The Japanophile Without Japan

Whenever we talk about the japanophile (or the wapanese or weeaboo or other terms), the rhetoric is that this person discovers anime (or something), starts to believe Japan is a superior country and culture to the one they currently live in, and if they stop believing, it’s because they realize that the ideal Japan of their imaginations does not match up with the truth. The assumption here is that because Japan is not simply the land of anime and Pocky, or ukiyo-e and sushi, that it trivializes the japanophile’s beliefs because there is this contradiction with reality. But what if we removed “Japan” from this process?

It makes logical sense for the japanophile to discover Japan, create a modified image of it in their head, and then desire it as a “superior” culture, but what of that potential for desire in the first place? Does Japan trigger this desire to be a part of a different culture, or is that sentiment already there to some degree, and that it takes Japan (or anywhere) to allow a person to focus those desires on a concrete example with a relationship to reality? As intelligent and visionary as human beings can be, there tend to be limitations as to how far we think or consider imaginary or hypothetical situations, and maybe this is just one version of that

If we remove “Japan,” then what we’re left with is a person who desires for a better culture and environment than the one they currently live in, where better means one more understanding, one which reinforces their beliefs and their wants. Whether that is out of some progressive vision or simply a venue to live out fantasies without consequence, I’m not stating any moral or intellectual prerogative to such feelings, but I almost find it to be a sort of utopian mindset.

2 thoughts on “The Japanophile Without Japan

  1. The Japanese themselves are not above promoting (and believing) the idea that theirs is the superior culture on the world stage. But then again, Japan is hardly alone in this. Russia has a major “world savior” complex (much to the annoyance of their Central & E. European neighbors) and it goes without saying that the United States thinks of itself as #1 in everything (actual facts on the ground notwithstanding), commonly known as “American Exceptionalism”. (I reject American Exceptionalism).

    I like Japan, but I also think there are some things about Japan that are pretty f*cked up…interesting, but f*cked up. I am very Germanophilic myself and feel very “at home” in German speaking countries, even more so than some English speaking countries (I feel so damn awkward as a Yank in the UK, for example)…but at the end of the day I’m still an American and I’m actually glad not to have the emotional, historical, and cultural baggage that a true German identity carries with it.

    There is also the opposite extreme that is the flip side of this X-ophile coin, and that is the complete rejection of one’s own cultural background and heritage…and in my own case I nearly completely reject and despise the Southern U.S. milieu I was born into and grew up in, the only saving grace of which being that my parents both hail from a “border state”, Missouri, and had ancestors who actually fought for the Union in the Civil War. I can’t escape being a Southerner, but I don’t have to like it or validate it.

    I think circa 2004 I was an extreme Canada-ophile, but over time I’ve realize they’re not perfect either, but I still think they do a lot of things better up there and I’m envious that their politics seem to be less dysfunctional.

    I’d like to visit Japan someday but I don’t think I could ever get used to living there as a foreigner. Likewise, it’s been my experience that many Japanese students doing study abroad in America have trouble adjusting to a culture so alien to them, and they sometimes have to interrupt their studies and return early to Japan.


### WORK ORDER
Reproduce the listing that follows character for character, excluding its pictures.

━━━ INPUT FOR THIS TASK ━━━

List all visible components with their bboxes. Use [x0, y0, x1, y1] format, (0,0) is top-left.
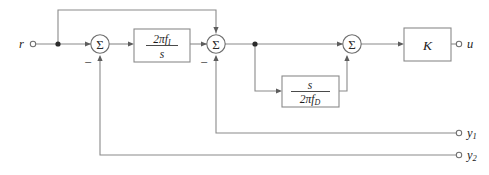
gain-block: K [404, 28, 451, 61]
arrowhead-sum1-in-bottom [97, 55, 102, 61]
arrowhead-sum2-in-left [201, 41, 207, 46]
derivative-denominator-subscript: D [313, 97, 320, 106]
sum1-minus-sign: − [84, 55, 91, 70]
summing-junction-sum1: Σ − [84, 35, 109, 70]
u-output-terminal [456, 41, 461, 46]
arrowhead-integrator-in [128, 41, 134, 46]
terminal-layer [30, 41, 461, 157]
summing-junction-sum3: Σ [343, 35, 361, 53]
sum1-sigma-label: Σ [96, 37, 104, 52]
wire-layer [36, 10, 456, 155]
y1-output-label: y1 [465, 126, 477, 141]
arrowhead-derivative-in [276, 88, 282, 93]
y2-label-subscript: 2 [473, 153, 478, 163]
integrator-numerator-subscript: I [167, 37, 171, 46]
r-input-label: r [19, 37, 24, 51]
r-input-terminal [30, 41, 35, 46]
arrowhead-sum2-in-top [213, 27, 218, 33]
derivative-numerator: s [308, 79, 313, 91]
integrator-denominator: s [160, 48, 165, 60]
sum2-minus-sign: − [200, 55, 207, 70]
y1-output-terminal [456, 130, 461, 135]
u-output-label: u [467, 37, 473, 51]
arrowhead-gain-in [398, 41, 404, 46]
junction-dot-r-branch [55, 41, 60, 46]
wire-derivative-to-sum3 [339, 57, 347, 91]
arrowhead-sum3-in-left [337, 41, 343, 46]
y1-label-subscript: 1 [473, 131, 477, 141]
arrowhead-sum3-in-bottom [344, 55, 349, 61]
sum2-sigma-label: Σ [212, 37, 220, 52]
derivative-block: s 2πfD [282, 76, 339, 107]
block-diagram-canvas: Σ − Σ − Σ 2πfI s s 2πfD [0, 0, 489, 175]
integrator-block: 2πfI s [134, 29, 190, 62]
wire-y2-feedback [100, 57, 456, 155]
summing-junction-sum2: Σ − [200, 35, 225, 70]
arrowhead-sum1-in [85, 41, 91, 46]
arrowhead-sum2-in-bottom [213, 55, 218, 61]
junction-dot-mid-branch [252, 41, 257, 46]
sum3-sigma-label: Σ [348, 37, 356, 52]
gain-block-label: K [422, 38, 433, 53]
y2-output-terminal [456, 152, 461, 157]
y2-output-label: y2 [465, 148, 478, 163]
control-block-diagram: Σ − Σ − Σ 2πfI s s 2πfD [0, 0, 489, 175]
wire-branch-to-derivative [255, 44, 279, 91]
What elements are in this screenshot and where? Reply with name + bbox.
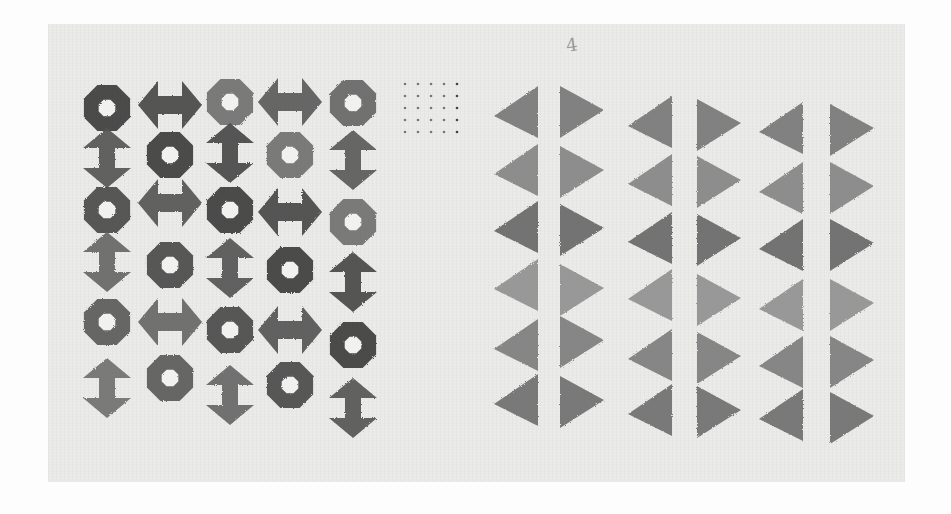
dot: [417, 95, 420, 98]
dot: [430, 107, 433, 110]
vertical-arrow-shape: [206, 238, 254, 298]
triangle-shape: [697, 214, 741, 266]
dot: [430, 95, 433, 98]
horizontal-arrow-shape: [258, 78, 322, 126]
dot: [456, 95, 459, 98]
dot: [456, 131, 459, 134]
dot: [443, 119, 446, 122]
vertical-arrow-shape: [83, 232, 131, 292]
triangle-shape: [494, 86, 538, 138]
vertical-arrow-shape: [329, 378, 377, 438]
triangle-shape: [628, 329, 672, 381]
vertical-arrow-shape: [83, 358, 131, 418]
triangle-shape: [759, 102, 803, 154]
dot: [404, 131, 407, 134]
triangles-grid: [494, 86, 874, 444]
dot: [417, 107, 420, 110]
dot: [430, 131, 433, 134]
triangle-shape: [759, 219, 803, 271]
dot: [443, 83, 446, 86]
dot: [417, 119, 420, 122]
triangle-shape: [759, 389, 803, 441]
dot: [404, 95, 407, 98]
triangle-shape: [494, 144, 538, 196]
artwork-canvas: [0, 0, 951, 514]
triangle-shape: [628, 212, 672, 264]
triangle-shape: [697, 156, 741, 208]
dot: [443, 107, 446, 110]
triangle-shape: [628, 96, 672, 148]
dot: [404, 107, 407, 110]
dot: [430, 83, 433, 86]
triangle-shape: [628, 269, 672, 321]
dot: [417, 131, 420, 134]
dot: [443, 95, 446, 98]
triangle-shape: [494, 201, 538, 253]
triangle-shape: [697, 99, 741, 151]
triangle-shape: [628, 154, 672, 206]
vertical-arrow-shape: [206, 365, 254, 425]
triangle-shape: [560, 86, 604, 138]
dot: [404, 83, 407, 86]
dot: [443, 131, 446, 134]
triangle-shape: [560, 204, 604, 256]
triangle-shape: [494, 319, 538, 371]
horizontal-arrow-shape: [138, 81, 202, 129]
dot: [417, 83, 420, 86]
triangle-shape: [494, 259, 538, 311]
triangle-shape: [697, 386, 741, 438]
vertical-arrow-shape: [329, 130, 377, 190]
dot: [456, 107, 459, 110]
triangle-shape: [830, 392, 874, 444]
triangle-shape: [830, 279, 874, 331]
triangle-shape: [560, 376, 604, 428]
vertical-arrow-shape: [206, 123, 254, 183]
triangle-shape: [830, 336, 874, 388]
triangle-shape: [759, 279, 803, 331]
dot: [404, 119, 407, 122]
dot: [456, 119, 459, 122]
triangle-shape: [560, 264, 604, 316]
dot: [456, 83, 459, 86]
triangle-shape: [628, 384, 672, 436]
vertical-arrow-shape: [329, 252, 377, 312]
triangle-shape: [697, 274, 741, 326]
triangle-shape: [560, 146, 604, 198]
rings-and-arrows-grid: [83, 78, 377, 438]
triangle-shape: [830, 219, 874, 271]
triangle-shape: [494, 374, 538, 426]
triangle-shape: [759, 336, 803, 388]
vertical-arrow-shape: [83, 128, 131, 188]
horizontal-arrow-shape: [138, 179, 202, 227]
dot-grid: [404, 83, 459, 134]
dot: [430, 119, 433, 122]
triangle-shape: [830, 104, 874, 156]
triangle-shape: [759, 162, 803, 214]
horizontal-arrow-shape: [138, 298, 202, 346]
horizontal-arrow-shape: [258, 306, 322, 354]
triangle-shape: [560, 316, 604, 368]
triangle-shape: [830, 162, 874, 214]
triangle-shape: [697, 332, 741, 384]
horizontal-arrow-shape: [258, 188, 322, 236]
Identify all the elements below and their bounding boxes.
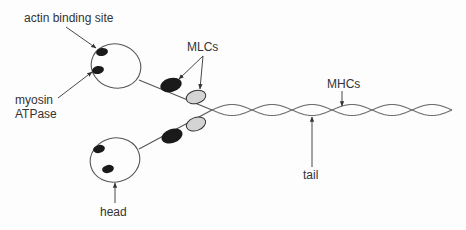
regulatory-light-chain-lower [184,114,207,133]
diagram-canvas: actin binding site myosin ATPase MLCs MH… [0,0,466,230]
atpase-site-lower [92,144,106,155]
arrow-myosin-atpase [58,72,92,98]
arrow-mlc-essential [179,56,203,79]
heavy-chain-strand-2 [212,105,452,116]
regulatory-light-chain-upper [185,88,208,106]
lower-head-outline [85,132,145,187]
label-mhcs: MHCs [327,77,360,91]
actin-binding-site-upper [95,47,108,57]
lower-head [85,132,145,187]
label-tail: tail [303,168,318,182]
arrow-mlc-regulatory [200,56,203,89]
label-actin-binding-site: actin binding site [24,11,114,25]
coiled-coil-tail [212,105,452,116]
actin-binding-site-lower [101,164,115,175]
label-myosin-atpase-line2: ATPase [15,107,57,121]
label-mlcs: MLCs [187,40,218,54]
label-head: head [100,205,127,219]
upper-head [86,38,146,93]
myosin-diagram: actin binding site myosin ATPase MLCs MH… [0,0,466,230]
essential-light-chain-lower [159,126,184,147]
upper-head-outline [86,38,146,93]
arrow-actin-binding-site [66,27,96,48]
label-myosin-atpase-line1: myosin [15,93,53,107]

━━━

### REPLY
List all visible components with their bboxes. Use [x0, y0, x1, y1] format, (0,0) is top-left.
gain-block: K [404, 28, 451, 61]
arrowhead-sum1-in-bottom [97, 55, 102, 61]
arrowhead-sum2-in-left [201, 41, 207, 46]
derivative-denominator-subscript: D [313, 97, 320, 106]
sum1-minus-sign: − [84, 55, 91, 70]
summing-junction-sum1: Σ − [84, 35, 109, 70]
u-output-terminal [456, 41, 461, 46]
arrowhead-integrator-in [128, 41, 134, 46]
terminal-layer [30, 41, 461, 157]
summing-junction-sum3: Σ [343, 35, 361, 53]
sum1-sigma-label: Σ [96, 37, 104, 52]
wire-layer [36, 10, 456, 155]
y1-output-label: y1 [465, 126, 477, 141]
arrowhead-derivative-in [276, 88, 282, 93]
y2-label-subscript: 2 [473, 153, 478, 163]
integrator-numerator-subscript: I [167, 37, 171, 46]
r-input-label: r [19, 37, 24, 51]
r-input-terminal [30, 41, 35, 46]
arrowhead-sum2-in-top [213, 27, 218, 33]
derivative-numerator: s [308, 79, 313, 91]
integrator-denominator: s [160, 48, 165, 60]
sum2-minus-sign: − [200, 55, 207, 70]
y1-output-terminal [456, 130, 461, 135]
u-output-label: u [467, 37, 473, 51]
arrowhead-gain-in [398, 41, 404, 46]
junction-dot-r-branch [55, 41, 60, 46]
wire-derivative-to-sum3 [339, 57, 347, 91]
arrowhead-sum3-in-left [337, 41, 343, 46]
y1-label-subscript: 1 [473, 131, 477, 141]
arrowhead-sum3-in-bottom [344, 55, 349, 61]
sum2-sigma-label: Σ [212, 37, 220, 52]
derivative-block: s 2πfD [282, 76, 339, 107]
block-diagram-canvas: Σ − Σ − Σ 2πfI s s 2πfD [0, 0, 489, 175]
integrator-block: 2πfI s [134, 29, 190, 62]
wire-y2-feedback [100, 57, 456, 155]
summing-junction-sum2: Σ − [200, 35, 225, 70]
arrowhead-sum1-in [85, 41, 91, 46]
arrowhead-sum2-in-bottom [213, 55, 218, 61]
junction-dot-mid-branch [252, 41, 257, 46]
sum3-sigma-label: Σ [348, 37, 356, 52]
gain-block-label: K [422, 38, 433, 53]
y2-output-terminal [456, 152, 461, 157]
y2-output-label: y2 [465, 148, 478, 163]
control-block-diagram: Σ − Σ − Σ 2πfI s s 2πfD [0, 0, 489, 175]
wire-branch-to-derivative [255, 44, 279, 91]
What elements are in this screenshot and where? Reply with name + bbox.
dot: [417, 95, 420, 98]
dot: [430, 107, 433, 110]
vertical-arrow-shape: [206, 238, 254, 298]
triangle-shape: [697, 214, 741, 266]
dot: [430, 95, 433, 98]
horizontal-arrow-shape: [258, 78, 322, 126]
dot: [456, 95, 459, 98]
dot: [456, 131, 459, 134]
dot: [443, 119, 446, 122]
vertical-arrow-shape: [83, 232, 131, 292]
triangle-shape: [494, 86, 538, 138]
vertical-arrow-shape: [329, 378, 377, 438]
triangle-shape: [628, 329, 672, 381]
vertical-arrow-shape: [83, 358, 131, 418]
triangle-shape: [759, 102, 803, 154]
dot: [404, 131, 407, 134]
triangles-grid: [494, 86, 874, 444]
dot: [417, 107, 420, 110]
dot: [430, 131, 433, 134]
triangle-shape: [759, 219, 803, 271]
dot: [443, 83, 446, 86]
dot: [417, 119, 420, 122]
triangle-shape: [759, 389, 803, 441]
dot: [404, 95, 407, 98]
triangle-shape: [494, 144, 538, 196]
artwork-canvas: [0, 0, 951, 514]
triangle-shape: [628, 212, 672, 264]
triangle-shape: [697, 156, 741, 208]
dot: [443, 107, 446, 110]
triangle-shape: [628, 96, 672, 148]
dot: [404, 107, 407, 110]
dot: [430, 83, 433, 86]
triangle-shape: [628, 269, 672, 321]
dot: [417, 131, 420, 134]
dot: [443, 95, 446, 98]
triangle-shape: [494, 201, 538, 253]
triangle-shape: [697, 99, 741, 151]
triangle-shape: [628, 154, 672, 206]
vertical-arrow-shape: [206, 365, 254, 425]
triangle-shape: [560, 86, 604, 138]
dot: [404, 83, 407, 86]
dot: [443, 131, 446, 134]
triangle-shape: [560, 204, 604, 256]
triangle-shape: [494, 319, 538, 371]
horizontal-arrow-shape: [138, 81, 202, 129]
dot: [417, 83, 420, 86]
triangle-shape: [494, 259, 538, 311]
triangle-shape: [697, 386, 741, 438]
vertical-arrow-shape: [329, 130, 377, 190]
dot: [456, 107, 459, 110]
triangle-shape: [830, 392, 874, 444]
triangle-shape: [830, 279, 874, 331]
triangle-shape: [560, 376, 604, 428]
vertical-arrow-shape: [206, 123, 254, 183]
triangle-shape: [830, 336, 874, 388]
triangle-shape: [759, 279, 803, 331]
dot: [404, 119, 407, 122]
dot: [456, 119, 459, 122]
triangle-shape: [560, 264, 604, 316]
dot: [456, 83, 459, 86]
triangle-shape: [628, 384, 672, 436]
vertical-arrow-shape: [329, 252, 377, 312]
triangle-shape: [697, 274, 741, 326]
triangle-shape: [560, 146, 604, 198]
rings-and-arrows-grid: [83, 78, 377, 438]
triangle-shape: [830, 219, 874, 271]
triangle-shape: [494, 374, 538, 426]
triangle-shape: [759, 336, 803, 388]
vertical-arrow-shape: [83, 128, 131, 188]
horizontal-arrow-shape: [138, 179, 202, 227]
dot-grid: [404, 83, 459, 134]
dot: [430, 119, 433, 122]
triangle-shape: [830, 104, 874, 156]
triangle-shape: [759, 162, 803, 214]
horizontal-arrow-shape: [138, 298, 202, 346]
horizontal-arrow-shape: [258, 306, 322, 354]
triangle-shape: [560, 316, 604, 368]
triangle-shape: [830, 162, 874, 214]
triangle-shape: [697, 332, 741, 384]
horizontal-arrow-shape: [258, 188, 322, 236]
Identify all the elements below and their bounding boxes.
regulatory-light-chain-lower [184,114,207,133]
diagram-canvas: actin binding site myosin ATPase MLCs MH… [0,0,466,230]
atpase-site-lower [92,144,106,155]
arrow-myosin-atpase [58,72,92,98]
arrow-mlc-essential [179,56,203,79]
heavy-chain-strand-2 [212,105,452,116]
regulatory-light-chain-upper [185,88,208,106]
lower-head-outline [85,132,145,187]
label-mhcs: MHCs [327,77,360,91]
actin-binding-site-upper [95,47,108,57]
lower-head [85,132,145,187]
label-tail: tail [303,168,318,182]
arrow-mlc-regulatory [200,56,203,89]
label-actin-binding-site: actin binding site [24,11,114,25]
coiled-coil-tail [212,105,452,116]
actin-binding-site-lower [101,164,115,175]
label-myosin-atpase-line2: ATPase [15,107,57,121]
label-mlcs: MLCs [187,40,218,54]
label-head: head [100,205,127,219]
upper-head [86,38,146,93]
myosin-diagram: actin binding site myosin ATPase MLCs MH… [0,0,466,230]
essential-light-chain-lower [159,126,184,147]
upper-head-outline [86,38,146,93]
arrow-actin-binding-site [66,27,96,48]
label-myosin-atpase-line1: myosin [15,93,53,107]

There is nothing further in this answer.